A new University of Waterloo pilot study has shown that smart home thermostats can be used to monitor the health of older adults and home patients.

By using remote sensor data from Ecobee, a smart thermostat, and by creating algorithms using software they are developing, the UbiLab Public Health Surveillance Platform, researchers are able to determine typical user patterns like sleeping, physical activity and sedentary behaviour.

Plinio Morita, a professor in the School of Public Health and Health Systems at the University of Waterloo, said in a release that this approach will allow health-care providers to monitor personal health from the patient’s home and analyze the data quickly to develop a personalized treatment plan or to follow a patient’s progress over time.

“Our study achieved comparable results in terms of sleep, physical activity and sedentary behaviour to those obtained by the Public Health Agency of Canada through more costly, time-consuming and labour-intensive surveys.”

Currently, the typical time span between collection, analysis and interpretation of health-care data can take up to 17 years from research to policy decisions, but Morita said that "this technology uses artificial intelligence algorithms and has the potential turn reams of real-time data into useful and actionable insights.”

This technology has the potential to reduce public health-care costs while improving services.

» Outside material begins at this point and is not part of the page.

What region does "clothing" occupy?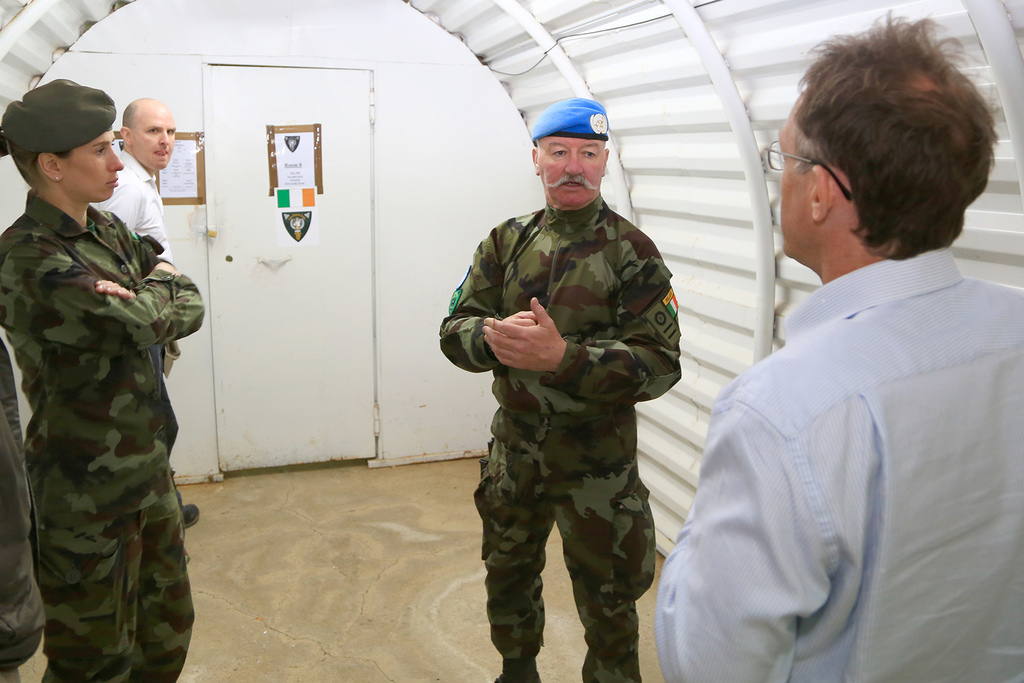
l=436, t=189, r=692, b=682.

Morita elaborated by noting that data access is one of the biggest challenges in public health research. This technology will bypass the need for people to collect this subjective data as there will already be an understanding of behavioural patterns.

The next step for the software is to develop a dashboard interface that will show meaningful and important health information for public health officials and leverage this same data to better evaluate the impact of COVID-19 on sleep patterns across Canada.

It is estimated that 100,000 Canadians already have an Ecobee smart thermostat in their home.  

The paper, “Enabling Remote Patient Monitoring Through the Use of Smart Thermostat Data in Canada: Exploratory Study,” was published in JMIR and authored by Plinio Morita, Kirti Sundar Sahu and Arlene Oetomo, all at the University of Waterloo.